Efficient Environment Design for Multi-Robot Navigation via Continuous Control
By: Jahid Chowdhury Choton, John Woods, William Hsu
Potential Business Impact:
Robots learn to navigate fields faster, safer.
Multi-robot navigation and path planning in continuous state and action spaces with uncertain environments remains an open challenge. Deep Reinforcement Learning (RL) is one of the most popular paradigms for solving this task, but its real-world application has been limited due to sample inefficiency and long training periods. Moreover, the existing works using RL for multi-robot navigation lack formal guarantees while designing the environment. In this paper, we introduce an efficient and highly customizable environment for continuous-control multi-robot navigation, where the robots must visit a set of regions of interest (ROIs) by following the shortest paths. The task is formally modeled as a Markov Decision Process (MDP). We describe the multi-robot navigation task as an optimization problem and relate it to finding an optimal policy for the MDP. We crafted several variations of the environment and measured the performance using both gradient and non-gradient based RL methods: A2C, PPO, TRPO, TQC, CrossQ and ARS. To show real-world applicability, we deployed our environment to a 3-D agricultural field with uncertainties using the CoppeliaSim robot simulator and measured the robustness by running inference on the learned models. We believe our work will guide the researchers on how to develop MDP-based environments that are applicable to real-world systems and solve them using the existing state-of-the-art RL methods with limited resources and within reasonable time periods.
Similar Papers
Path Planning through Multi-Agent Reinforcement Learning in Dynamic Environments
Robotics
Helps robots navigate changing paths faster.
Autonomous UAV Flight Navigation in Confined Spaces: A Reinforcement Learning Approach
Robotics
Drones learn to fly safely in dark tunnels.
Transferable Deep Reinforcement Learning for Cross-Domain Navigation: from Farmland to the Moon
Robotics
Robots learn to drive on the moon from Earth training.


• **What to work on**: From the listing below, pull out every line where the string "area" appears.

• **Material provided**:
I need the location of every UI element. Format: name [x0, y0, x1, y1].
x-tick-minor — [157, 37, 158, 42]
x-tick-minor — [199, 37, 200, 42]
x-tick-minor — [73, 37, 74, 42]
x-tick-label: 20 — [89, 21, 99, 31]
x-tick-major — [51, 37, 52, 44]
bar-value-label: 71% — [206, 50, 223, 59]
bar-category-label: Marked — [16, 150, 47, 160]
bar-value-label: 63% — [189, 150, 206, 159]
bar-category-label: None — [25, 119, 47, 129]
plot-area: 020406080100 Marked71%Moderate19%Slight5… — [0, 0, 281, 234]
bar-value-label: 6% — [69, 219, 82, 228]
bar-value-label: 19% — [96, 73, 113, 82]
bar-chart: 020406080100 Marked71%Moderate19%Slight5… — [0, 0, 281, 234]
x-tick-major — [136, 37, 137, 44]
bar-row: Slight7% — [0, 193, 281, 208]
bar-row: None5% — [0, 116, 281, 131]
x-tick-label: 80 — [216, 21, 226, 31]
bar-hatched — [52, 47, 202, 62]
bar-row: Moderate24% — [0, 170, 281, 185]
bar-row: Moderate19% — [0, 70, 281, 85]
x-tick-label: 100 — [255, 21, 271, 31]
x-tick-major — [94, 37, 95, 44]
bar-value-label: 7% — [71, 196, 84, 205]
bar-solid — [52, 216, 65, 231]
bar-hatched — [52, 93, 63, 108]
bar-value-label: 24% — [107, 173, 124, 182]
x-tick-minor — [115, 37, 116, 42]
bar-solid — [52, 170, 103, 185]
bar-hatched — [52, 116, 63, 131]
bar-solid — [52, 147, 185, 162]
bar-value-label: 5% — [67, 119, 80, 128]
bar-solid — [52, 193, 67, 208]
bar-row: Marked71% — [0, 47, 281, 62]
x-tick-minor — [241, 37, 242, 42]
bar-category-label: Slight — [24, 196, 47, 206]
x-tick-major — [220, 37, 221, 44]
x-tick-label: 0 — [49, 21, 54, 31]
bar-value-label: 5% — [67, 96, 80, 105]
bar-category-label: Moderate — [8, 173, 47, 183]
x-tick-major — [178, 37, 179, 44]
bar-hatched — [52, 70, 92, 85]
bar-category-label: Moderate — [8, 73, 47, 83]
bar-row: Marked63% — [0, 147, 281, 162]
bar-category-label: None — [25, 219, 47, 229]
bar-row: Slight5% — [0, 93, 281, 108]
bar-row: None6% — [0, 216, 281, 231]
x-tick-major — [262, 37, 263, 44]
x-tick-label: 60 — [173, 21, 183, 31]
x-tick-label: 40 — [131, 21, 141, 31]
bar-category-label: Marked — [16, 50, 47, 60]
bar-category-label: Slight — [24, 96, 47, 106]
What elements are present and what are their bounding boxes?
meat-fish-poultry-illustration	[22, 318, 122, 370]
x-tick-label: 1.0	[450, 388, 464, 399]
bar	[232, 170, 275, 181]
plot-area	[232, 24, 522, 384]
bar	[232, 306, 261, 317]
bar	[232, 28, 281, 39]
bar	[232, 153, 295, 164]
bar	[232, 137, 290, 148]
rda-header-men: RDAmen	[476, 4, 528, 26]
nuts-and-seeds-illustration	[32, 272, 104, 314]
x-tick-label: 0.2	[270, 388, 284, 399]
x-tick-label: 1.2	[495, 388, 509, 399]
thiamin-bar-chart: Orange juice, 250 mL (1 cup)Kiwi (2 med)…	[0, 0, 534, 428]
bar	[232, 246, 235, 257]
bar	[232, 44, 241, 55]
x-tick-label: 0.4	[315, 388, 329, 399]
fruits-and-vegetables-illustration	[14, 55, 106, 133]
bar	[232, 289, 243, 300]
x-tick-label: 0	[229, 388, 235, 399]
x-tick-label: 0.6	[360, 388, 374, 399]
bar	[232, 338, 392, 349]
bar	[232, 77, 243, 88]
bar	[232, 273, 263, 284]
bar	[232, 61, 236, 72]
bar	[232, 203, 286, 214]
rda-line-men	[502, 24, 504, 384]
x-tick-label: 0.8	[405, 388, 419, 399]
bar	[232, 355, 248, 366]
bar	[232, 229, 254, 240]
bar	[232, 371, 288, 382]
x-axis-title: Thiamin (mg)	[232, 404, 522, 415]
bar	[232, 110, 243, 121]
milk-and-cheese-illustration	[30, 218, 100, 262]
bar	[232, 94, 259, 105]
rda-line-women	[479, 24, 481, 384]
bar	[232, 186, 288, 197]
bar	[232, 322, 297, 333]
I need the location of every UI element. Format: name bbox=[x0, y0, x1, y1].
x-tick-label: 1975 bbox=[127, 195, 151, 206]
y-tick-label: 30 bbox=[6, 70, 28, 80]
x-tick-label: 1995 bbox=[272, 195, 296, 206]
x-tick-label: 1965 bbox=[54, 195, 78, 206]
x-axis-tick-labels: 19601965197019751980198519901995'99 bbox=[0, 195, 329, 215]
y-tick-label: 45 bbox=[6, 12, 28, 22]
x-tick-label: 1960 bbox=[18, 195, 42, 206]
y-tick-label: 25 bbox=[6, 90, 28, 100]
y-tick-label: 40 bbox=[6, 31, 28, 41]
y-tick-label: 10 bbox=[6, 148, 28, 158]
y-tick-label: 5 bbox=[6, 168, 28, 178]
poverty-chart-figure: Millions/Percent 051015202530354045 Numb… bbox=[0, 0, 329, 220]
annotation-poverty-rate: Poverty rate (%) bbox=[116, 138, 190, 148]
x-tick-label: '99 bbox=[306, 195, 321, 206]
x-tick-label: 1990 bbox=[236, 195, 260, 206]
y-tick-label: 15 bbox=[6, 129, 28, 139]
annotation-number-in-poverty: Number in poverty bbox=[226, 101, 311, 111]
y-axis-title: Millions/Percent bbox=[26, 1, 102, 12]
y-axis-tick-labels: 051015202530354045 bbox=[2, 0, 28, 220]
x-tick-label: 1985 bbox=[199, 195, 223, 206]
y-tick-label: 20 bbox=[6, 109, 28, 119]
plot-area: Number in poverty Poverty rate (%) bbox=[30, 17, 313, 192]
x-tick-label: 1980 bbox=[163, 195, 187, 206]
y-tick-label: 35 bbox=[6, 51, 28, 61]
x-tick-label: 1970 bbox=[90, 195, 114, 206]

• **Response to this exercise**:
plot-area: 020406080100 Marked71%Moderate19%Slight5… — [0, 0, 281, 234]
plot-area	[232, 24, 522, 384]
plot-area: Number in poverty Poverty rate (%) bbox=[30, 17, 313, 192]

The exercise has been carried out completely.